Thursday, February 17, 2011

Predicting the Crisis

Apparently the Queen of England recently asked an economist why the economics profession failed to predict the financial crisis. Gavyn Davies responds that the explanation is this: it's simply very difficult to predict such rare and massively disruptive events.

Calculated Risk wrote about the same subject the other day, noting that there were a number of informed and smart individuals (including but not limited to economists) who predicted the crisis, but lamenting that warnings by "some random blogger[s]" were ignored or not taken seriously.

Davies and CR both have good points. Yes, it bears remembering that there were plenty of people out there who explicitly warned of the financial crisis. (As CR notes, there are so many examples to chose from, but I'll pick a couple of my own personal favorites.) So the Queen's premise - and that of lots of people who have asked the very same question over the past couple of years - is faulty. It's simply not the case that the "economics profession" failed to predict the crisis.

And yet. And yet it's also true that those economists with the most prominent positions in Washington and Wall Street - let's call them the "establishment economists" - did, by and large, fail to predict the crisis. Which tells me that something else was going on other than just the fact that it was difficult to do. It seems an unlikely coincidence that most establishment economists missed the crisis while many of those outside of the establishment could see it coming.

To me, this unlikely coincidence suggests that part of the explanation is something else: it was actually in the interest of establishment economists to fail to predict the crisis. When the financial markets are roaring, and Wall Street bonus checks are fat with the earnings from the housing bubble, announcing that the big firms should stop doing what they're doing to make all of that money is probably not the smartest career move. Rather, an economist would probably have done better (establishment career-wise) if their analysis happened to confirm and provide analytical support for the activities that were making so many firms so much money during the run-up to the crisis. This could well have lead to a type of selection bias: establishment economists were in their establishment positions precisely because they were the ones that could reassure and support the money-making activities of the firms profiting from the frothy financial markets.

I'm not saying that these economists were venal or corrupt. And I don't think that there was intentional dishonesty in the cheerful forecasts and palliative words from establishment economists in 2005-07. But I do think that it's important to remember that it wasn't a coincidence that establishment economists were so good at telling Wall Street that there was no reason to end the party.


## How to complete this task:
Some lines in the records below may hold the word "Interest"; give the number of those lines and nothing else.

## Dataset listings of figures:
◇ ◇ ◇ ◇ ◇ ◇ ◇

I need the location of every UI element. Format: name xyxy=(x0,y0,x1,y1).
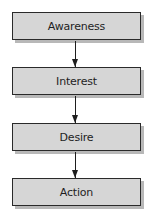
stage-label: Awareness xyxy=(48,20,105,33)
arrowhead-icon xyxy=(72,115,78,123)
stage-action-box: Action xyxy=(12,178,141,206)
arrowhead-icon xyxy=(72,170,78,178)
stage-label: Action xyxy=(60,186,93,199)
arrow-down-icon xyxy=(75,41,76,67)
stage-awareness-box: Awareness xyxy=(12,12,141,40)
arrow-down-icon xyxy=(75,96,76,123)
arrow-down-icon xyxy=(75,152,76,178)
stage-desire-box: Desire xyxy=(12,123,141,151)
arrowhead-icon xyxy=(72,59,78,67)
stage-interest-box: Interest xyxy=(12,67,141,95)
stage-label: Interest xyxy=(56,75,97,88)
stage-label: Desire xyxy=(60,131,94,144)
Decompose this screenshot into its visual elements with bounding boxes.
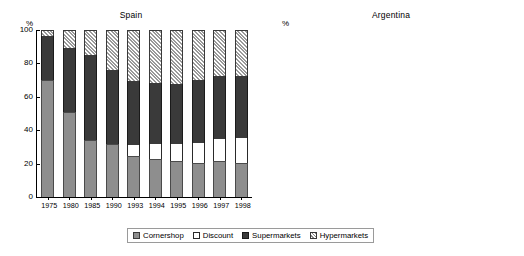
chart-title-spain: Spain	[0, 10, 262, 20]
x-tick-spain-1996: 1996	[192, 201, 205, 210]
segment-supermarkets-spain-1980	[63, 48, 76, 111]
segment-cornershop-spain-1994	[149, 159, 162, 197]
y-tick-spain-100: 100	[20, 26, 37, 34]
x-tick-spain-1980: 1980	[63, 201, 76, 210]
segment-hypermarkets-spain-1985	[84, 30, 97, 55]
legend-label-cornershop: Cornershop	[143, 231, 184, 240]
bar-spain-1997[interactable]	[213, 30, 226, 197]
bar-spain-1998[interactable]	[235, 30, 248, 197]
segment-supermarkets-spain-1990	[106, 70, 119, 143]
segment-supermarkets-spain-1997	[213, 76, 226, 139]
bar-spain-1980[interactable]	[63, 30, 76, 197]
segment-supermarkets-spain-1994	[149, 83, 162, 143]
legend-item-discount[interactable]: Discount	[193, 231, 233, 240]
segment-supermarkets-spain-1996	[192, 80, 205, 143]
legend-item-cornershop[interactable]: Cornershop	[133, 231, 184, 240]
segment-supermarkets-spain-1995	[170, 84, 183, 143]
y-tick-spain-60: 60	[24, 93, 37, 101]
bar-spain-1990[interactable]	[106, 30, 119, 197]
legend-label-discount: Discount	[203, 231, 233, 240]
segment-hypermarkets-spain-1998	[235, 30, 248, 76]
bar-spain-1996[interactable]	[192, 30, 205, 197]
legend-item-hypermarkets[interactable]: Hypermarkets	[310, 231, 369, 240]
chart-title-argentina: Argentina	[258, 10, 524, 20]
segment-discount-spain-1993	[127, 145, 140, 156]
segment-cornershop-spain-1975	[41, 80, 54, 197]
segment-discount-spain-1995	[170, 144, 183, 162]
segment-cornershop-spain-1980	[63, 112, 76, 197]
legend-swatch-discount-icon	[193, 232, 200, 239]
y-tick-spain-0: 0	[29, 193, 37, 201]
legend-swatch-supermarkets-icon	[242, 232, 249, 239]
segment-hypermarkets-spain-1994	[149, 30, 162, 83]
x-tick-spain-1975: 1975	[41, 201, 54, 210]
x-tick-spain-1985: 1985	[84, 201, 97, 210]
y-tick-spain-20: 20	[24, 160, 37, 168]
legend-item-supermarkets[interactable]: Supermarkets	[242, 231, 301, 240]
segment-discount-spain-1994	[149, 144, 162, 160]
bar-group-spain	[37, 30, 252, 197]
x-tick-spain-1994: 1994	[149, 201, 162, 210]
segment-discount-spain-1998	[235, 138, 248, 163]
legend-swatch-hypermarkets-icon	[310, 232, 317, 239]
x-tick-spain-1995: 1995	[170, 201, 183, 210]
segment-hypermarkets-spain-1996	[192, 30, 205, 80]
segment-hypermarkets-spain-1980	[63, 30, 76, 48]
chart-panel-argentina: Argentina % 0102030405060708090100 19751…	[258, 0, 524, 222]
bar-spain-1985[interactable]	[84, 30, 97, 197]
bar-spain-1995[interactable]	[170, 30, 183, 197]
y-axis-unit-argentina: %	[282, 19, 289, 28]
x-tick-spain-1993: 1993	[127, 201, 140, 210]
segment-hypermarkets-spain-1997	[213, 30, 226, 76]
segment-hypermarkets-spain-1993	[127, 30, 140, 81]
figure-root: Spain % 020406080100 1975198019851990199…	[0, 0, 524, 256]
segment-supermarkets-spain-1998	[235, 76, 248, 138]
plot-area-spain: 020406080100 197519801985199019931994199…	[36, 30, 252, 198]
segment-supermarkets-spain-1985	[84, 55, 97, 140]
x-tick-spain-1997: 1997	[213, 201, 226, 210]
x-tick-spain-1998: 1998	[235, 201, 248, 210]
legend-label-supermarkets: Supermarkets	[252, 231, 301, 240]
segment-cornershop-spain-1997	[213, 161, 226, 197]
segment-cornershop-spain-1996	[192, 163, 205, 197]
segment-discount-spain-1996	[192, 143, 205, 163]
segment-hypermarkets-spain-1995	[170, 30, 183, 84]
bar-spain-1975[interactable]	[41, 30, 54, 197]
segment-supermarkets-spain-1993	[127, 81, 140, 145]
segment-cornershop-spain-1985	[84, 140, 97, 197]
segment-cornershop-spain-1995	[170, 161, 183, 197]
segment-discount-spain-1997	[213, 139, 226, 162]
segment-cornershop-spain-1998	[235, 163, 248, 197]
segment-cornershop-spain-1993	[127, 156, 140, 197]
chart-legend: CornershopDiscountSupermarketsHypermarke…	[127, 228, 374, 243]
segment-hypermarkets-spain-1990	[106, 30, 119, 70]
y-tick-spain-80: 80	[24, 59, 37, 67]
bar-spain-1994[interactable]	[149, 30, 162, 197]
y-tick-spain-40: 40	[24, 126, 37, 134]
segment-supermarkets-spain-1975	[41, 36, 54, 80]
chart-panel-spain: Spain % 020406080100 1975198019851990199…	[0, 0, 262, 222]
segment-cornershop-spain-1990	[106, 144, 119, 197]
bar-spain-1993[interactable]	[127, 30, 140, 197]
legend-swatch-cornershop-icon	[133, 232, 140, 239]
legend-label-hypermarkets: Hypermarkets	[320, 231, 369, 240]
x-tick-spain-1990: 1990	[106, 201, 119, 210]
x-axis-spain: 1975198019851990199319941995199619971998	[37, 197, 252, 210]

◇ ◇ ◇ ◇ ◇ ◇ ◇

## Output of the task:
2